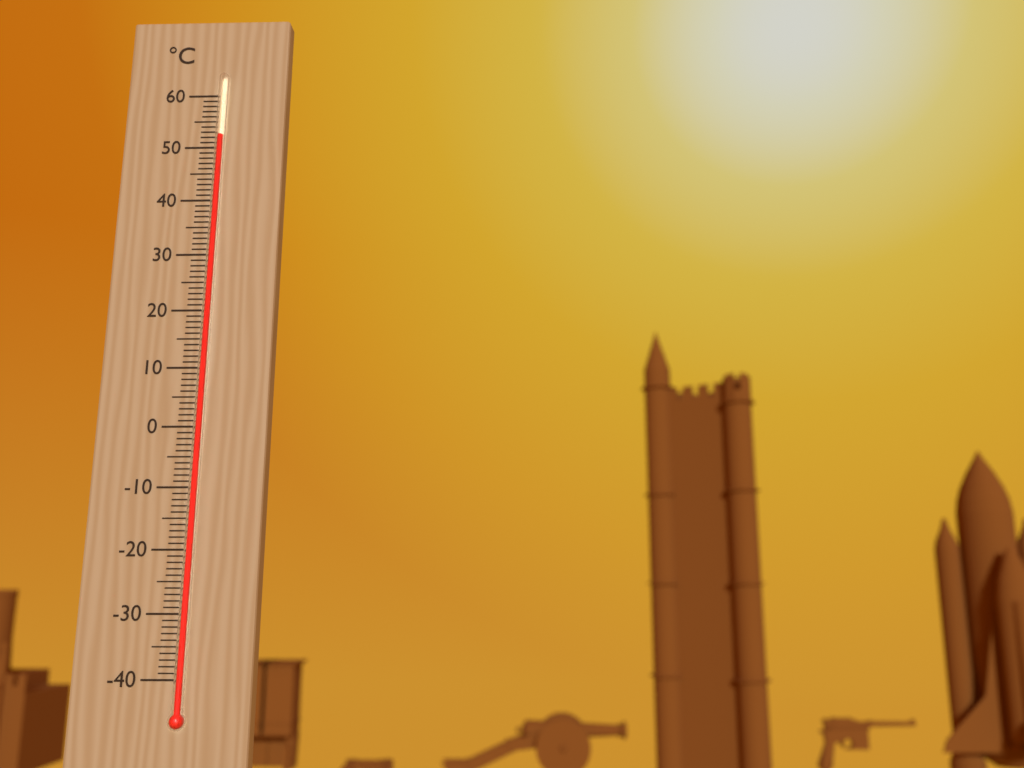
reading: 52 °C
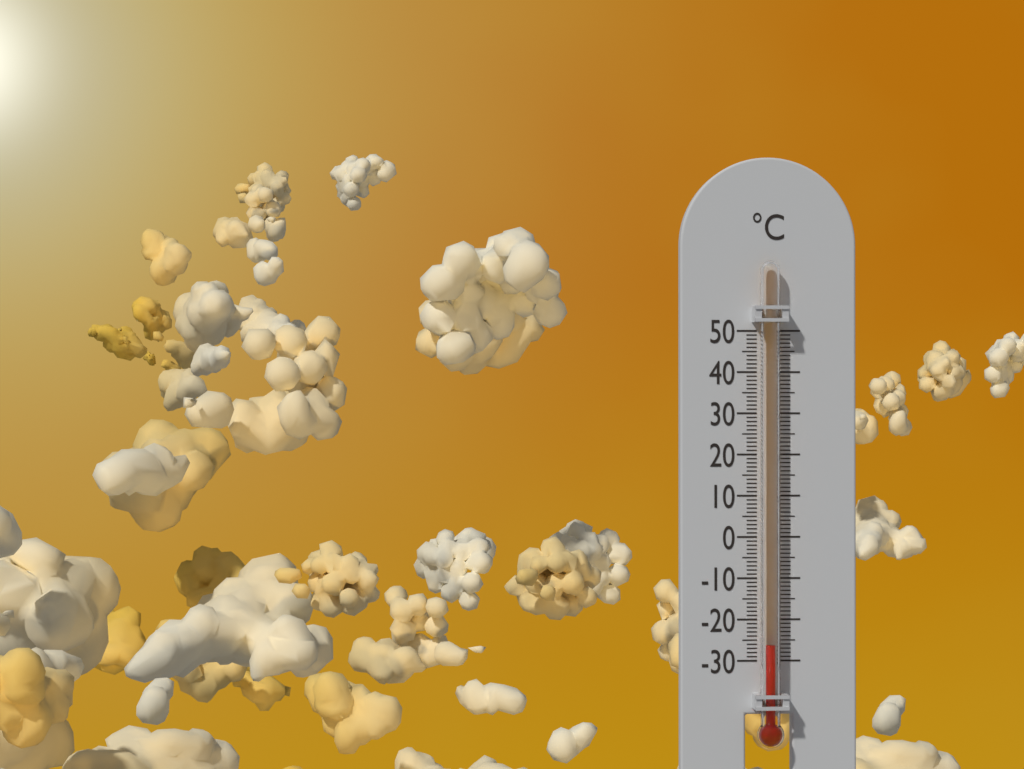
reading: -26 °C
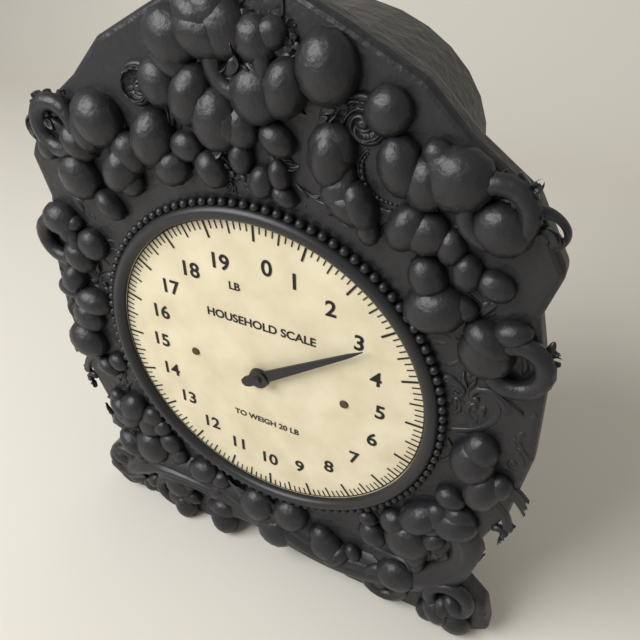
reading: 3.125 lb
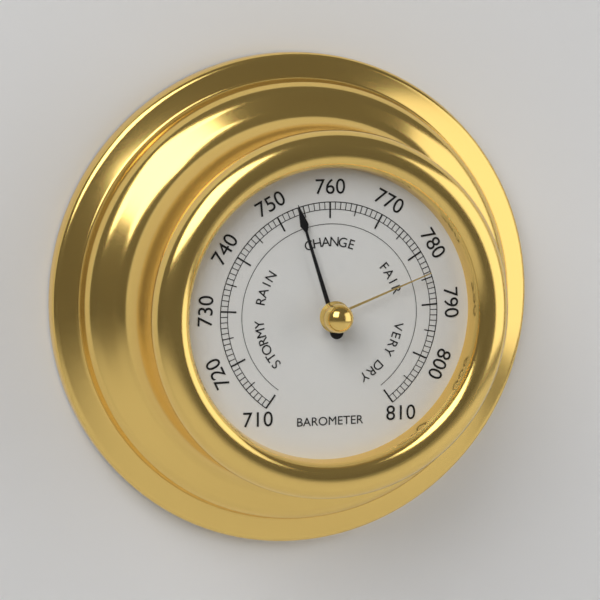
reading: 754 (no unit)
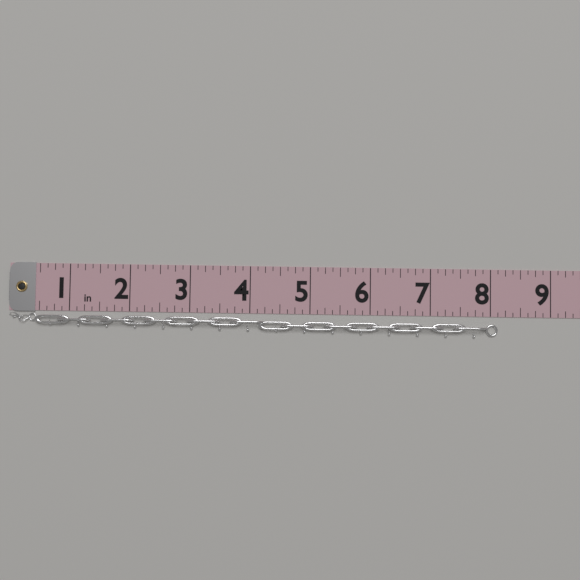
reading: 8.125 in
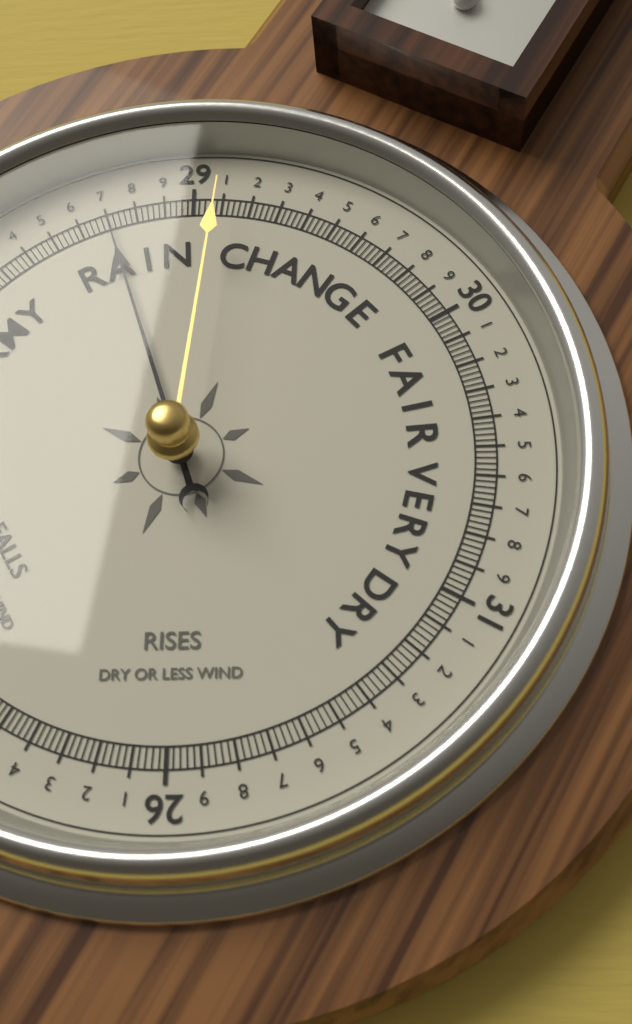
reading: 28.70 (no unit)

========

PROBLEM DETAILS |
When you transcribe the lines above, keep every word exact but leave the pictures behind.

REPLY |
reading: 52 °C
reading: -26 °C
reading: 3.125 lb
reading: 754 (no unit)
reading: 8.125 in
reading: 28.70 (no unit)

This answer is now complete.